Yuan Yuan Tan and Damian Smith dance the heartrending pas de deux from Christopher Wheeldon’s After the Rain. Their integrity as partners is an echo of the earnestness of the work . The simplicity of a slow backbend and a cloche-tocking leg capture the right-as-rain sensibility that has them surrender in harmony with what the sky releases. The plaintive stringed instrumentation in the Arvo Pärt score evokes the warm rain and slowed ionic transformation of the surrounding air, as arpeggios wiggle in contradistinction to the languor in Tan’s line. It is reminiscent of Gerald Arpino’s groundbreaking piece, Sea Shadow. This is another egalitarian pas de deux in which neither partner is subordinate to the other. Smith puts Tan at ease—so much so that she unselfconsciously gives herself entirely to the work.
Serge Lifar’s Suite en Blanc, staged by Maina Gielgud, has been at the center of a tempest-in-a-teapot debate in critical circles of late, and so receives more scrutiny this season than it might otherwise merit. As it name indicates, it is a tutu ballet in which the women, who file in formally, wear white. A little squirrelly in the first moments, the dancers find their spots (and their depth) and acquit themselves with care and reverence to the classical style and purity of line. Sofiane Sylve partners with Tiit Helimets, and Vanessa Zahorian with Davit Karapetyan, and with their arrival new shapes appear in a frosty kaleidoscope of movement. Men in white tops and black tights rush in and seat themselves at the feet of women who strike classical port de bras poses, so that the piece takes a turn toward a visual Ode to a Grecian Urn.
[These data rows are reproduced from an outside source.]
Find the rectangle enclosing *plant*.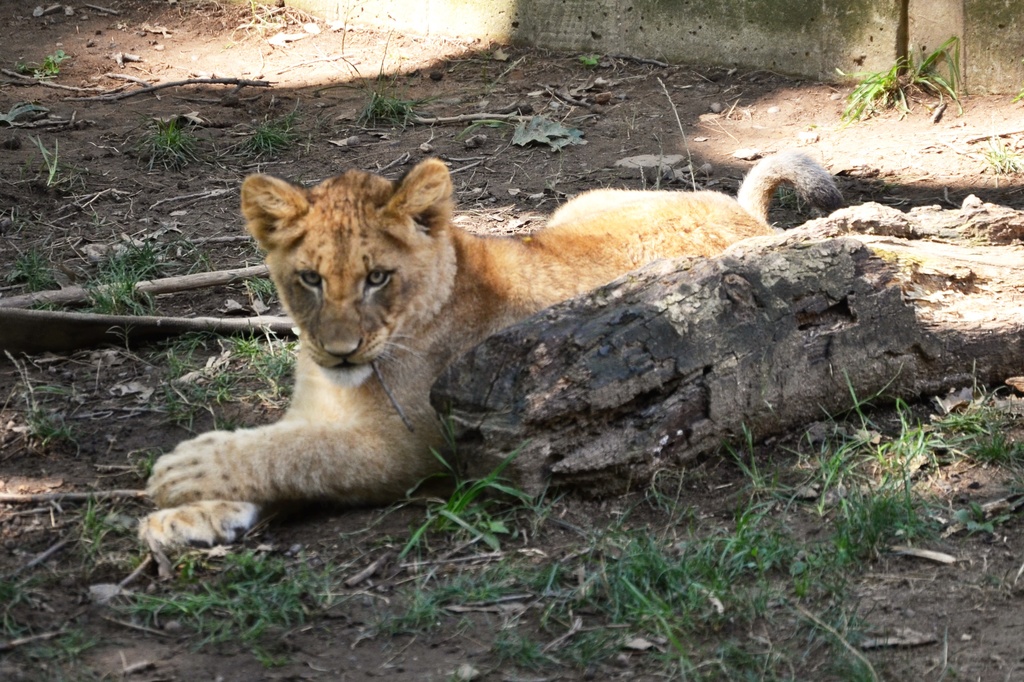
76, 210, 218, 319.
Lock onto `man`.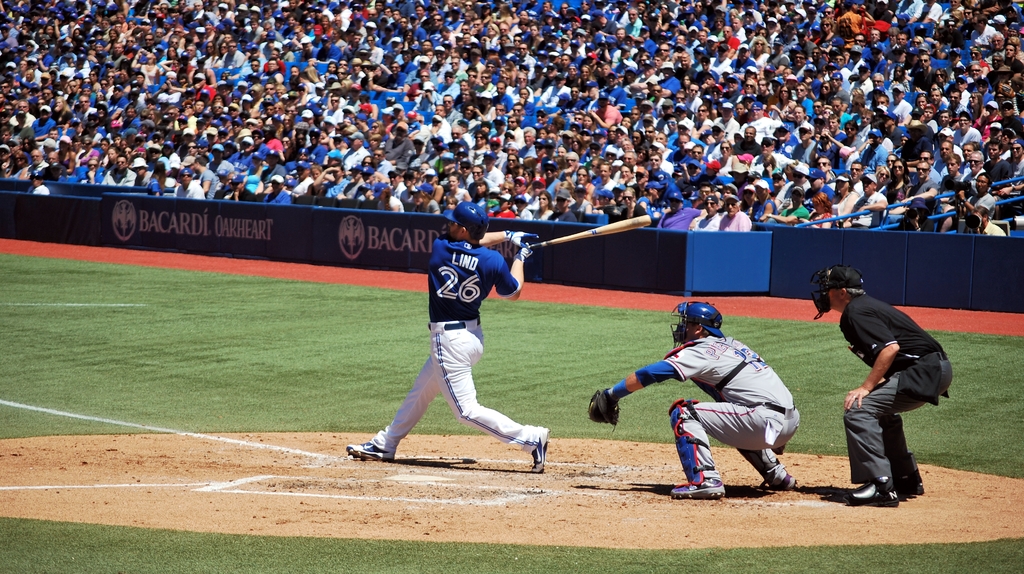
Locked: locate(820, 111, 843, 141).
In spite of the classical choreography, a neo-classical note is introduced with the set’s minimalist and modernist staircase and the women ranged on a stratum above, and the men below, a trompe d’oeil Art Deco aspect with a snowy edge.
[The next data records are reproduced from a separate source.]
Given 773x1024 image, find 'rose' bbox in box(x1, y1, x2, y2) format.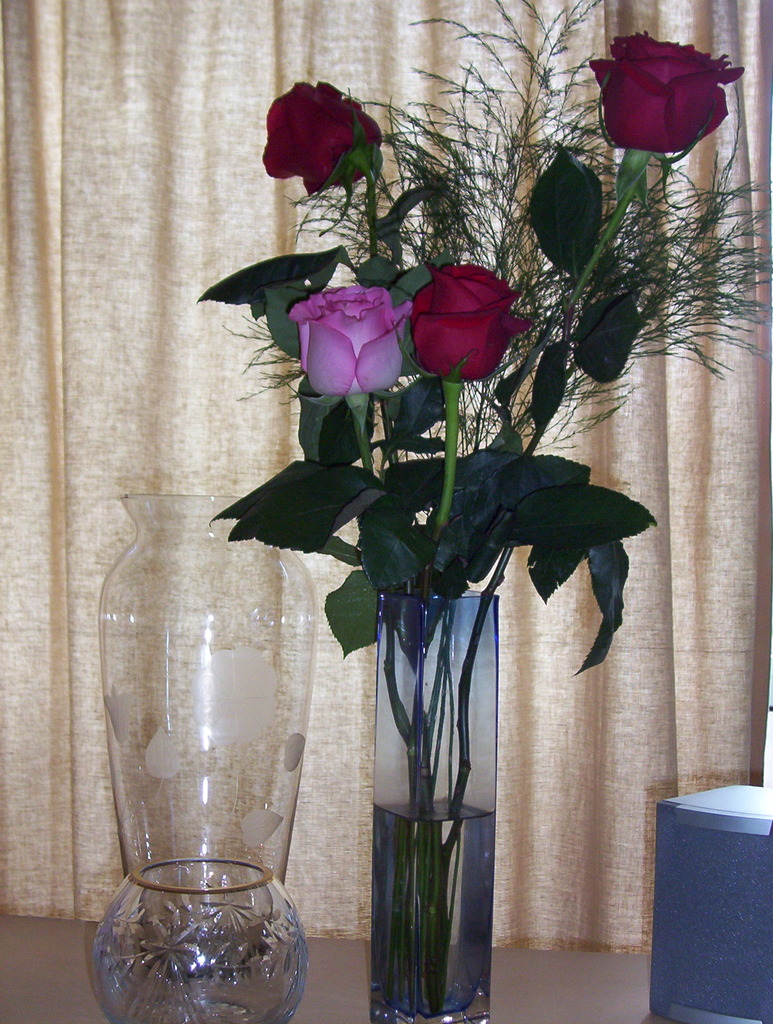
box(288, 281, 415, 396).
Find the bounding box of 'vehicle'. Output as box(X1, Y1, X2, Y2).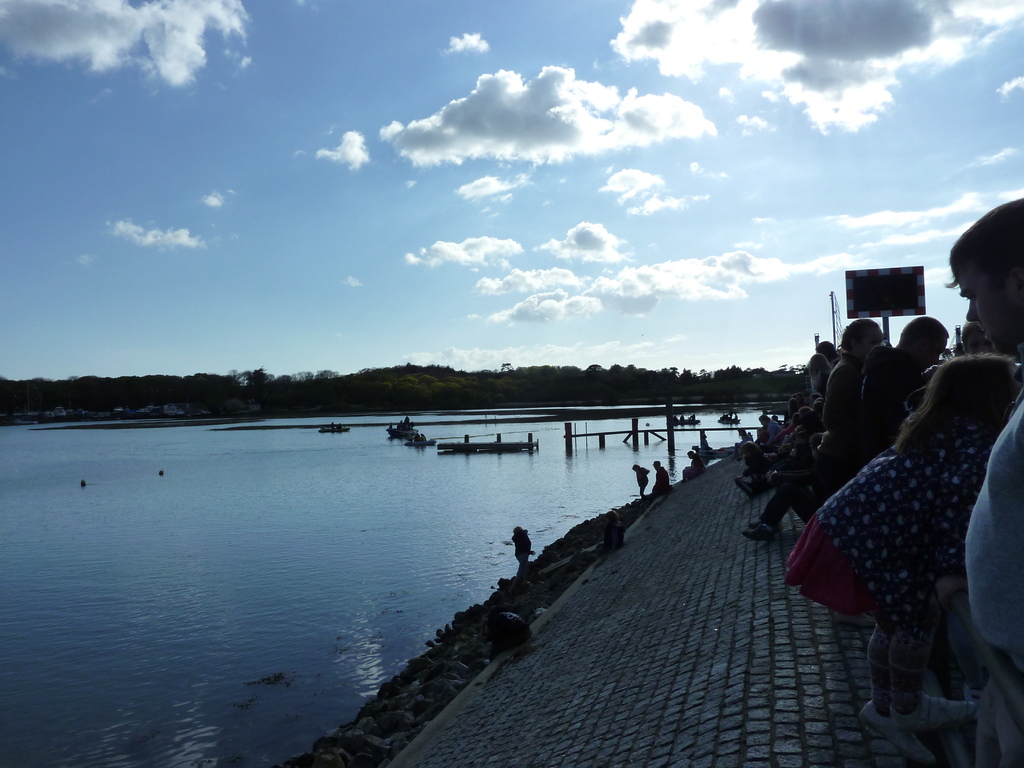
box(315, 419, 352, 437).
Toba Singer, author of “First Position: a Century of Ballet Artists” (Praeger 2007), was Senior Program Director of the Art and Music Center of the San Francisco Public Library and its dance selector until her retirement in 2010. Raised in The Bronx, she graduated from New York City’s School of Performing Arts with a major in Drama, the University of Massachusetts with a BA in History; and the University of Maryland with an MLS. Since high school, Singer has been actively engaged in a broad range of pro-labor, social, and political campaigns. She has lived, worked, organized and written in Baltimore, Boston, The Bronx, Cambridge, Charleston, West Virginia, Jersey City, Richmond, Virginia, San Francisco, and Washington, D.C., working in steel mills, chemical refineries, garment shops and as an airlines worker; also editing, teaching and as an office worker. Singer has contributed articles to the “Charleston Gazette,” “San Francisco Chronicle,” “Dance Magazine,” “Dance Europe,” “City Paper,” “Provincetown Advocate,” “Voice of Dance,” CriticalDance.com, “InDance,” and “Dance Source Houston.”
Singer returned to the studio to study ballet after a 25-year absence, and in 2001, was invited to become a founding member of the board of Robert Moses’ KIN dance company. Singer studied ballet with Svetlana Afanasieva, Nina Anderson, Perry Brunson, Richard Gibson, Zory Karah, Celine Keller, Charles McGraw, Francoise Martinet, Augusta Moore, E. Virginia Williams, and Kahz Zmuda; and Modern Dance with Cora Cahan, Jane Dudley, Nancy Lang, Donald McKayle, Gertrude Shurr, and Zenaide Trigg. Her son James Gotesky dances with Houston Ballet. Singer lives in Oakland, California, with her husband Jim Gotesky.